For PHRF Fleets S1 and S2, the course for Race 2 was course 21, described in the sailing instructions as “RC Boat–18–8–4–Knox Finish” with “All Marks Left to Port.” The course diagram was not incorporated into the sailing instructions. A change to the sailing instructions moving the starting and finishing areas to the “Race Deck” was posted during a postponement ashore.
After rounding mark 8, most boats sailed directly to the finishing area, leaving mark 4 to port without sailing close to it. Other boats, including the protestors, sailed close to mark 4 and rounded it to port by sailing a full circle around it, and then sailed to the finish. Alpha Puppy and Jeannette protested all of the boats in their respective fleets that left mark 4 to port without rounding it.
The protestors maintained that mark 4 was a rounding mark (see the definition Sail the Course and rule
28.1), and boats were required to round mark 4 in such a way that a string representing their tracks would, when drawn taut, touch the mark in order to comply with rule
28.1 (solid-line course in the diagram). And that for boats that merely passed mark 4 on their port sides (dashed-line course in the diagram), the taut string would not touch mark 4, and therefore they had not complied with rule
28.1.
The protest committee concluded that “the course was amended [by relocating the finishing line] in such a way that allowed, as a practical matter, a boat to travel from mark 8 to the finishing line while leaving mark 4 to port.” The protest committee reasoned that because the new finishing line location meant that the “taut string” would not touch mark 4, “RRS
28.1 was satisfied merely by passing it and leaving it to port.” It dismissed the protests, and both protestors appealed.
Decision of the Appeals Committee
The protest committee’s conclusion that the relocation of the finishing line resulted in changing mark 4 from a rounding mark to a passing mark was incorrect.
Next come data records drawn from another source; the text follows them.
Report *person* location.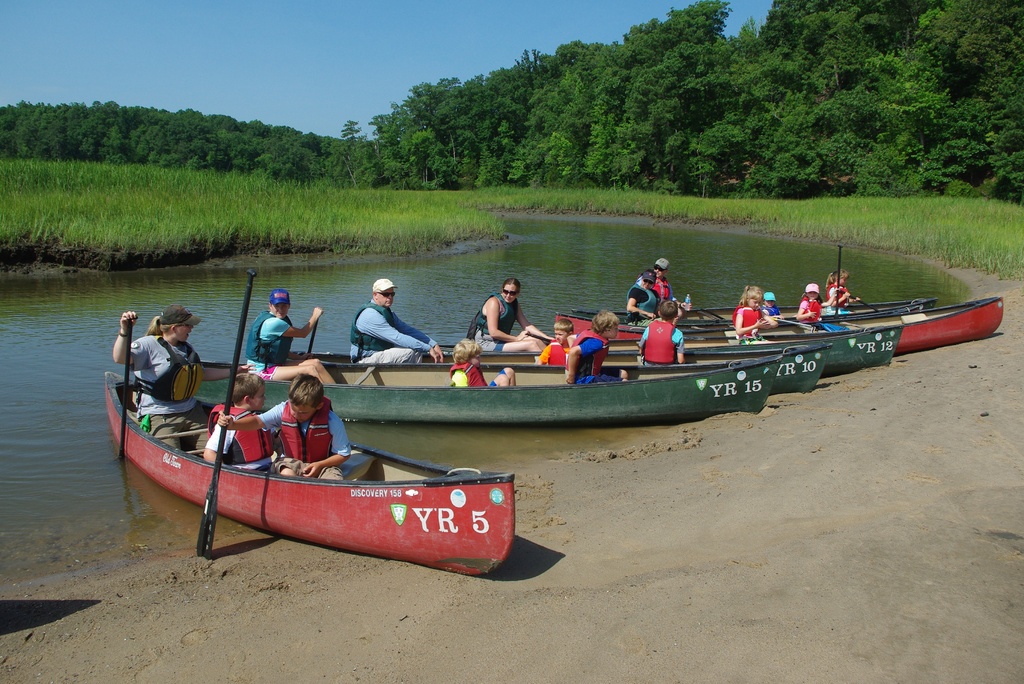
Report: [641,255,693,309].
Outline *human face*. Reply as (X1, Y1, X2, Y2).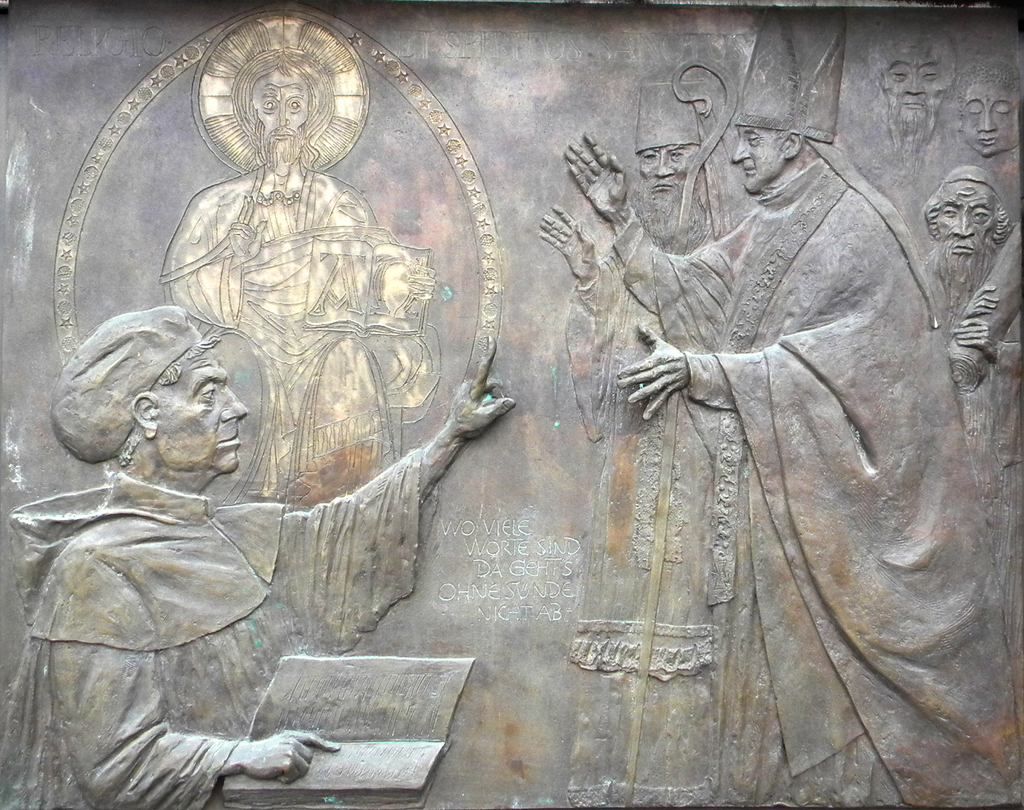
(168, 348, 248, 478).
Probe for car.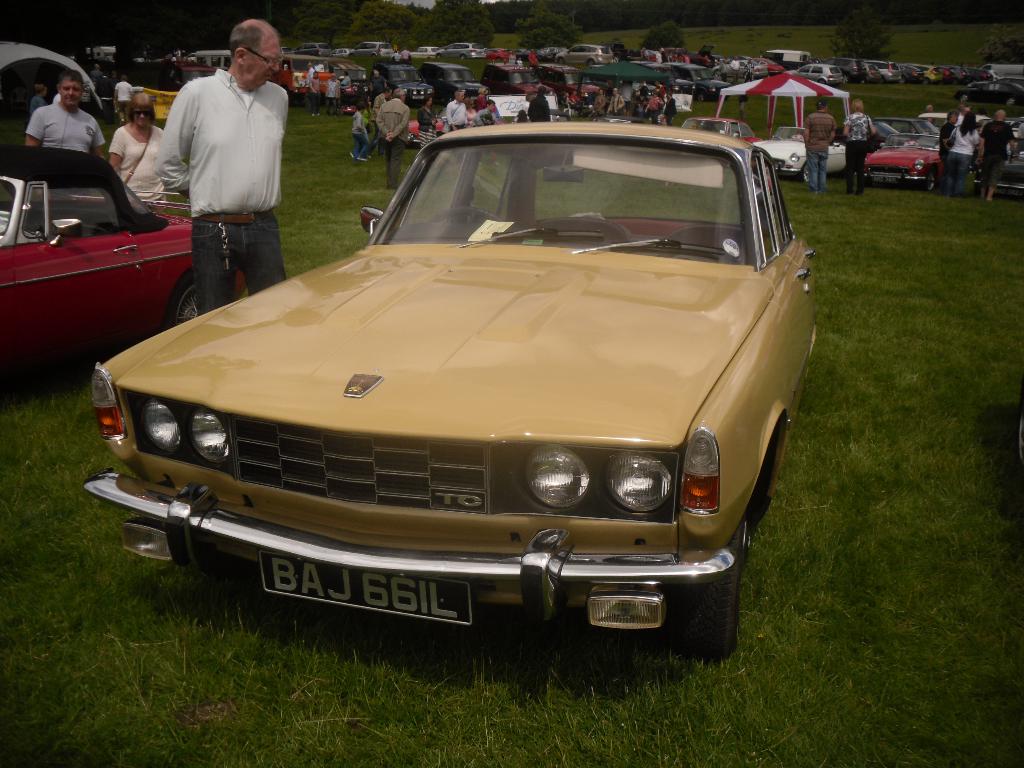
Probe result: pyautogui.locateOnScreen(784, 60, 846, 88).
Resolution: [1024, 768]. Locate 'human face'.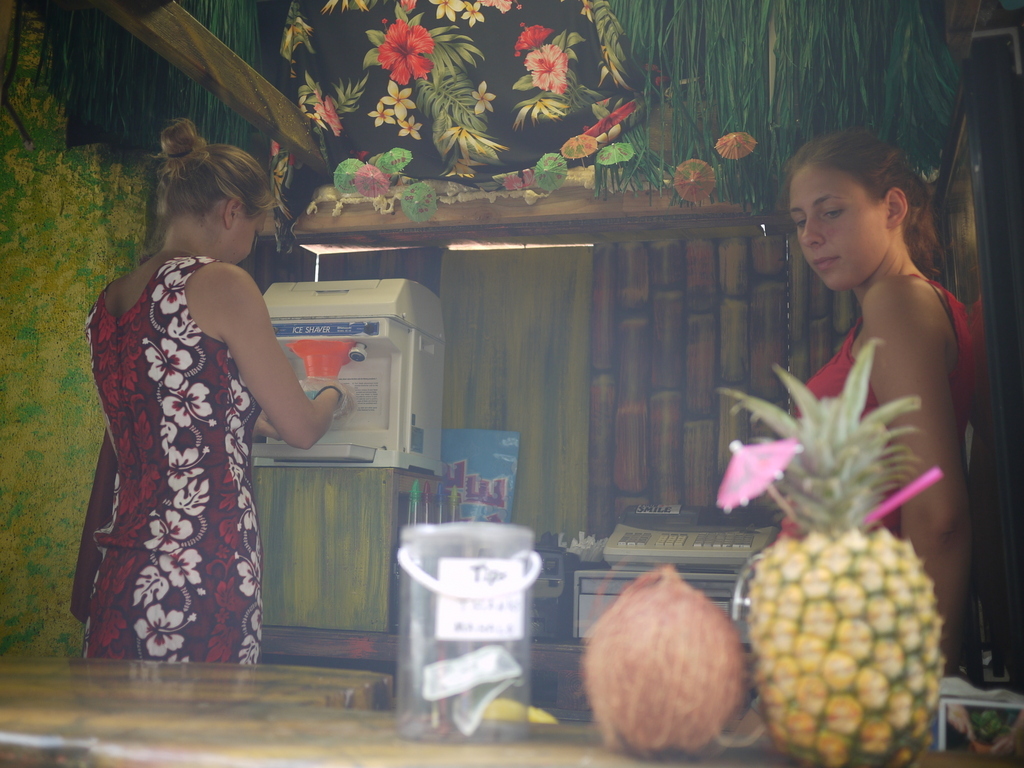
crop(233, 217, 261, 264).
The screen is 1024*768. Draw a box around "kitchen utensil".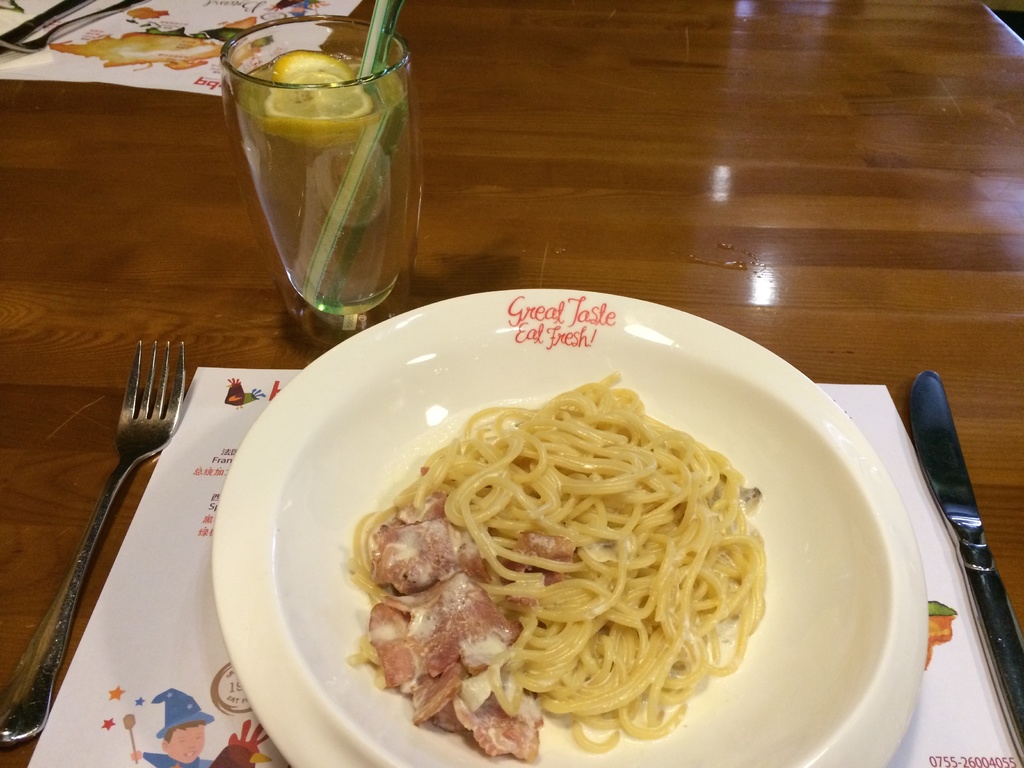
(890,360,1009,698).
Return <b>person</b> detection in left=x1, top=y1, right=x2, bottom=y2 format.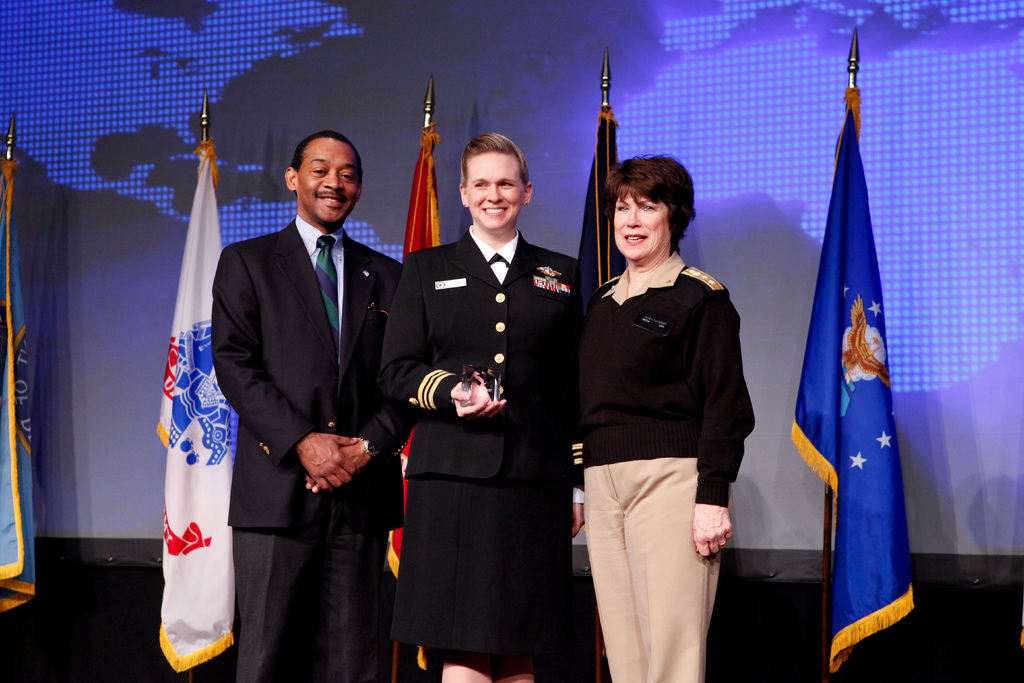
left=379, top=130, right=574, bottom=682.
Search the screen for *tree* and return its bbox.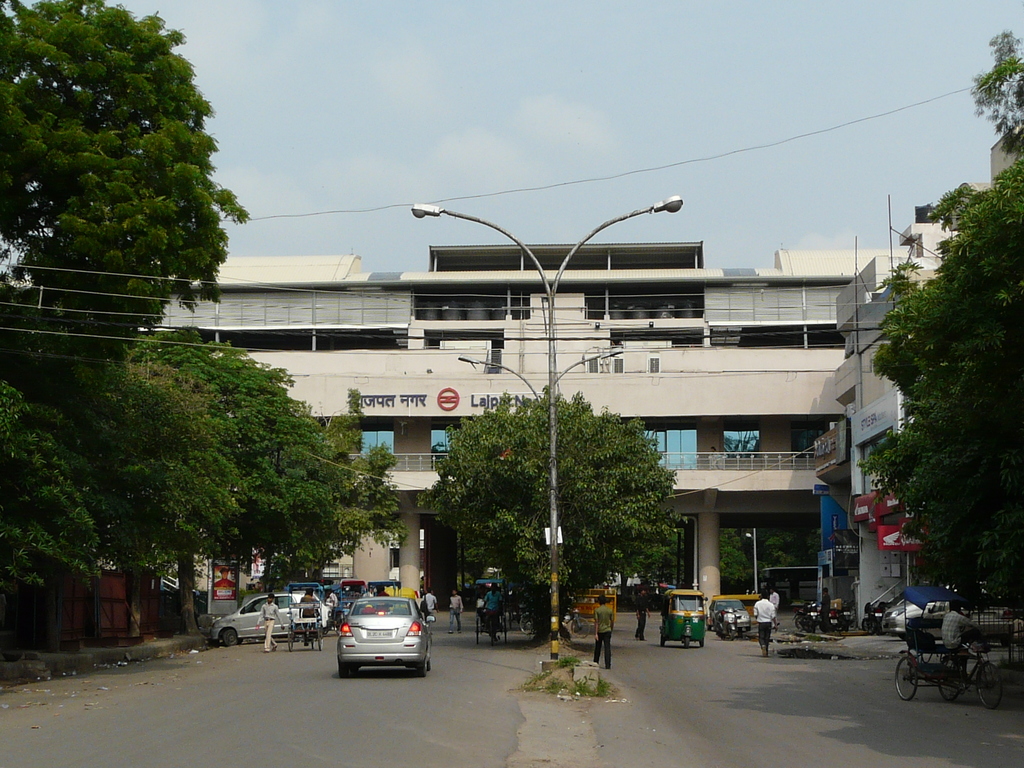
Found: 962:18:1023:167.
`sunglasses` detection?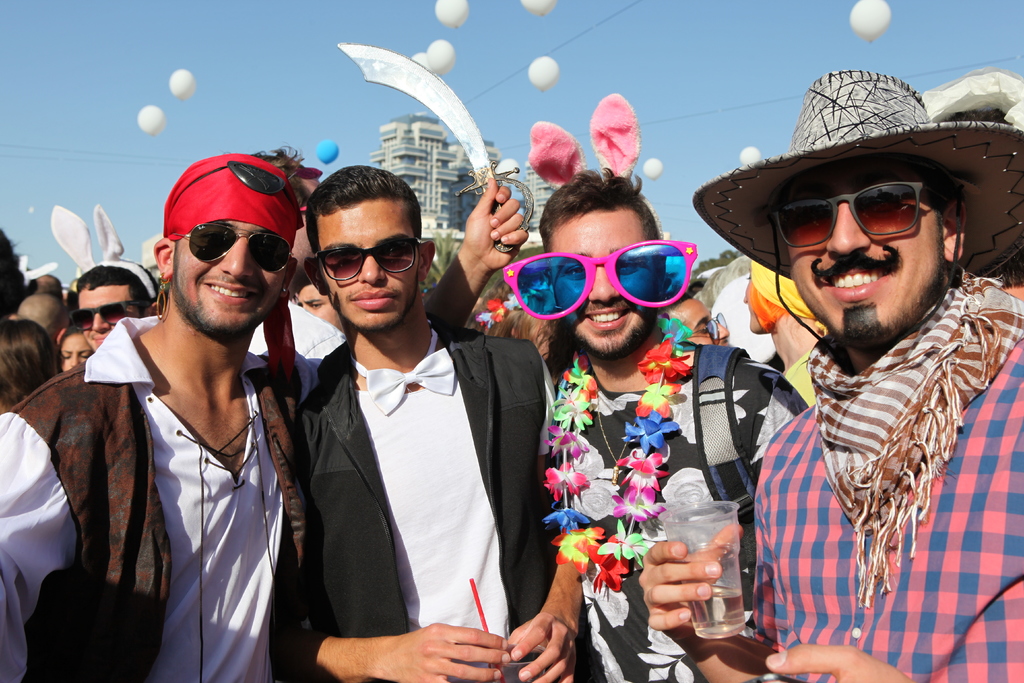
[left=174, top=223, right=292, bottom=274]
Whether a mark is a rounding mark or a passing mark (see the definition
Sail the Course) is not changed solely because the configuration of the course has changed.
Rule
28.1 requires boats to “sail the course” as that term is defined in the Definitions. The definition
Sail the Course (b) states, “A boat sails the course when...a string representing her track until she finishes, when drawn taut, (1) passes each mark of the course for the race on the required side and in the correct order (including the starting marks), [and] (2) touches each mark designated in the sailing instructions to be a rounding mark...”.
The sailing instructions did not designate any marks as rounding marks. When sailing instructions fail to identify any rounding marks, boats are not required to treat any marks as rounding marks. Therefore, the boats that rounded mark 4 to port and the boats that only passed it on their port sides all complied with rule
28.1.”
The appeal is denied, and the decision of the protest committee is confirmed to the extent that none of the protested boats that left mark 4 to port are to be disqualified.
December 2010
Revised January 2025, to clarify the facts and to quote the definition Sail the Course.